Tor Tor, short for The Onion Router, is a protocol developed to anonymize web traffic. Fraudsters can use Tor to conceal their location and usage information.
Scrapers Malicious bots scan websites looking for specific information like email addresses, phone numbers, inventory details, or pricing data. ​​This occurs frequently on eCommerce websites where malicious bots search for pricing information, which then enables the competition to sell items for slightly less and thereby gain more customers.
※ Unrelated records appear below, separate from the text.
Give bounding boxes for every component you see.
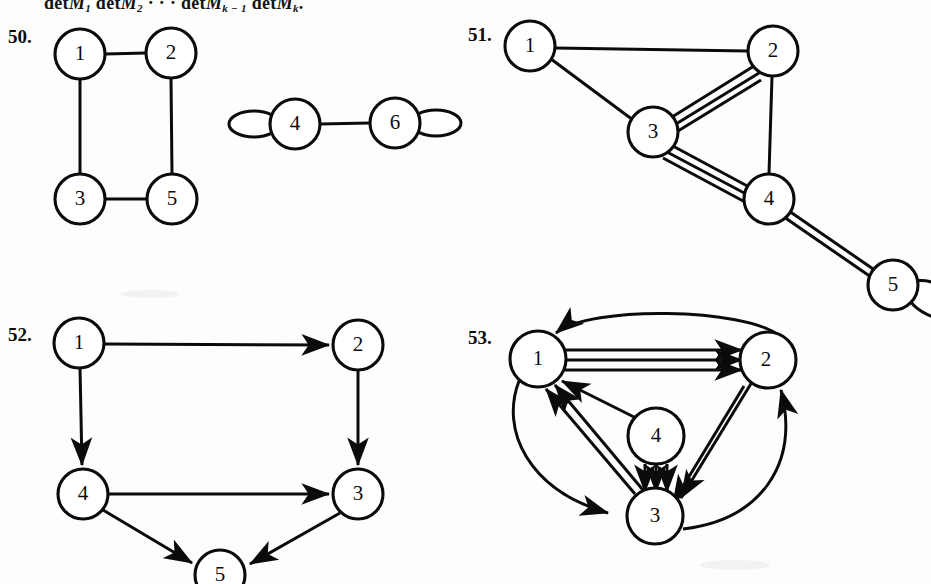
node-label: 1 [525,33,536,57]
figure-50: 1 2 3 5 4 6 [0,0,470,260]
node-label: 5 [167,186,178,210]
arc-3-to-5 [250,513,340,564]
textbook-figure-page: detM1 detM2 · · · detMk − 1 detMk. 50. 5… [0,0,931,584]
node-label: 4 [651,423,662,447]
node-label: 4 [78,481,89,505]
edge-2-4 [769,76,772,174]
node-6: 6 [370,98,420,148]
node-label: 1 [75,41,86,65]
arc-2-to-3-a [681,382,752,498]
node-3: 3 [628,107,678,157]
edge-2-5 [171,78,172,174]
node-1: 1 [55,29,105,79]
arc-1-to-2 [104,344,329,345]
node-1: 1 [510,331,566,387]
node-label: 2 [768,38,779,62]
node-1: 1 [54,318,104,368]
node-label: 3 [353,481,364,505]
node-2: 2 [748,26,798,76]
node-label: 6 [390,110,401,134]
node-3: 3 [55,174,105,224]
edge-3-4-a [671,145,751,188]
node-4: 4 [270,99,320,149]
node-3: 3 [627,488,683,544]
node-label: 2 [353,332,364,356]
node-label: 4 [764,186,775,210]
edge-1-2 [555,48,748,51]
node-2: 2 [333,320,383,370]
node-label: 3 [75,186,86,210]
arc-1-to-4 [80,368,82,465]
node-label: 3 [650,503,661,527]
node-label: 2 [761,347,772,371]
arc-4-to-1 [562,381,636,418]
node-3: 3 [333,469,383,519]
arc-3-to-1-a [546,389,635,494]
node-2: 2 [146,28,196,78]
edge-3-4-b [667,152,748,195]
edge-4-5-a [789,211,876,271]
node-label: 1 [74,330,85,354]
arc-4-to-5 [103,510,192,563]
node-label: 1 [533,346,544,370]
node-4: 4 [58,469,108,519]
arc-2-to-1-curved [556,313,780,336]
node-label: 5 [215,562,226,584]
figure-51: 1 2 3 4 5 [460,0,931,320]
node-label: 4 [290,111,301,135]
node-5: 5 [147,174,197,224]
edge-4-5-b [784,217,871,277]
node-label: 2 [166,40,177,64]
node-2: 2 [740,332,796,388]
edge-2-3-b [676,73,759,124]
node-4: 4 [628,408,684,464]
edge-1-3 [551,59,633,120]
node-4: 4 [744,174,794,224]
edge-4-6 [320,123,370,124]
node-5: 5 [195,550,245,584]
paper-smudge [120,290,180,298]
node-label: 5 [888,272,899,296]
edge-1-2 [105,53,146,54]
node-1: 1 [505,21,555,71]
edge-3-4-c [663,158,745,202]
node-label: 3 [648,119,659,143]
figure-52: 1 2 4 3 5 [0,300,460,584]
figure-53: 1 2 4 3 [460,300,931,584]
Behavioral Anomalies Because bots are computer programs that perform repeatable actions, precise repetition of activity can be an indication of non-human traffic. To detect non-human traffic, we measure for example the speed between clicks on a website. A human user will have variations in click timing and patterns and not act with inhuman precision. Another example is measuring the number of clicks within a session. A variance from normal human activity can indicate that the user is a bot. If actions are performed by a script, the number of clicks can be extremely low or extremely high. Either of these can indicate suspicious activity.
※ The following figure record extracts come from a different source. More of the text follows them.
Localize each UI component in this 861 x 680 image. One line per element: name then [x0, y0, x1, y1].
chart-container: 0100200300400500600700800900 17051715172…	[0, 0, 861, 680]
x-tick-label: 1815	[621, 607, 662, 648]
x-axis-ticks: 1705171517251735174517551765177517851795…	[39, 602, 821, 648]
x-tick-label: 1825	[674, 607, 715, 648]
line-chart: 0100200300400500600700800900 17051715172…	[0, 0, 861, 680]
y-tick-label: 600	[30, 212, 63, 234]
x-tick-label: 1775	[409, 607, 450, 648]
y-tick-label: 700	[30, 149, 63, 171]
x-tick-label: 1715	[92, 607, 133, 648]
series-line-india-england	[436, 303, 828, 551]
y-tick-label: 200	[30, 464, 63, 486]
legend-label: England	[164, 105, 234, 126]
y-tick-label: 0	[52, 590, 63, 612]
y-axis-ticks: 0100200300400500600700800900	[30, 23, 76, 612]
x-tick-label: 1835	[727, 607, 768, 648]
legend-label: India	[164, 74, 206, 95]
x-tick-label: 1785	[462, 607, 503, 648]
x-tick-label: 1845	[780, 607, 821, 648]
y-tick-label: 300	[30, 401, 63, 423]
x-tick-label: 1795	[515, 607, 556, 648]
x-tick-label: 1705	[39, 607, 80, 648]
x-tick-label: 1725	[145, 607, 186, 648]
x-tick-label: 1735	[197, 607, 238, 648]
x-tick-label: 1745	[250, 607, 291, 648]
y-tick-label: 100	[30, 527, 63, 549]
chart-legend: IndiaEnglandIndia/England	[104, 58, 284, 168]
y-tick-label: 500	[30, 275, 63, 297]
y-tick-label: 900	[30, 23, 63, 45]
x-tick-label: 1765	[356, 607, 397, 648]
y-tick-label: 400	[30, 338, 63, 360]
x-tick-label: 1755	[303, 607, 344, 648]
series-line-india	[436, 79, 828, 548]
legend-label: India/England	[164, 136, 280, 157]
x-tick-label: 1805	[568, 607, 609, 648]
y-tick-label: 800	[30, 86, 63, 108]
Automation Tools Fraudsters often deploy tools like Puppeteer or Selenium. These tools were created to help programmers test their work, but they make it simple to write bots that visit pages and click on ads.
False Representation False Representation, also known as “user-agent spoofing”, occurs when the browser’s user agent string is modified to be misleading about who the user is. If the user agent string is faked, the likelihood of traffic driven by a fraudulent user is very high. The technical lift and lack of benefits for a legitimate user make it unlikely that a real user will modify the user agent string. This also includes user agent rotation. As new sessions are initiated, bots will use rotating details (such as browser type or operating system) in an attempt to pass themselves off legitimate human traffic. However, it’s highly unlikely that a real user’s IP address will have continually-changing user agent details since real people tend to use the same devices regularly.
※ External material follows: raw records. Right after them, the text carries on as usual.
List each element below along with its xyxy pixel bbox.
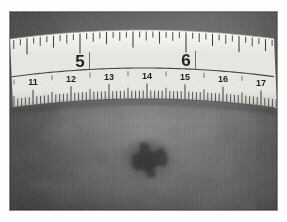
clinical-photograph: 5611121314151617 [10, 12, 277, 210]
film-grain [10, 12, 277, 210]
photograph-render: 5611121314151617 [10, 12, 277, 210]
screenshot-canvas: 5611121314151617 [0, 0, 287, 222]
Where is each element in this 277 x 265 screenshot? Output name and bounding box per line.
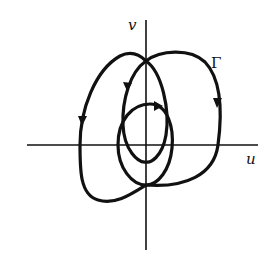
phase-plane-diagram: v u Γ — [0, 0, 277, 265]
outer-trajectory-curve — [80, 52, 220, 201]
diagram-canvas — [0, 0, 277, 265]
arrow-outer-left-icon — [78, 116, 87, 126]
v-axis-label: v — [128, 18, 136, 33]
arrow-inner-left-icon — [123, 82, 132, 91]
gamma-curve-label: Γ — [211, 56, 221, 71]
u-axis-label: u — [246, 152, 256, 167]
Cookie rotation In order to avoid detection, fake traffic will rotate referrer cookies to appear human. If the same IP address, or other identifiers, is recorded with multiple cookies, a high level of suspicion is assigned because the normal relationship between user and cookie would be one-to-one.
Plugin Analysis We analyze irregularities between installed plugins and browser functionalities to identify bot traffic.
Blacklisted Referrer We maintain a blacklist of traffic referrers that are known sources of bad traffic, like bot farms, click farms, or long-tail sites running solely on bot traffic. Traffic from known bad reference sources can indicate invalid activity.
Publisher Collusion Bad publishers buy bot traffic and spread the traffic across an array of websites. The same IP address showing up on several sites that are owned by the same publisher at a frequency beyond normal human activity can indicate invalid activity.
Click Farms Click farms consist of a large group of low-paid workers hired to click on advertisements, like, share, comment, subscribe or follow social media accounts and are usually located in developing countries such as China, India, Indonesia, and Bangladesh.
Known Malicious Bots & Crawlers We maintain a database of known malicious bot and crawler traffic sources.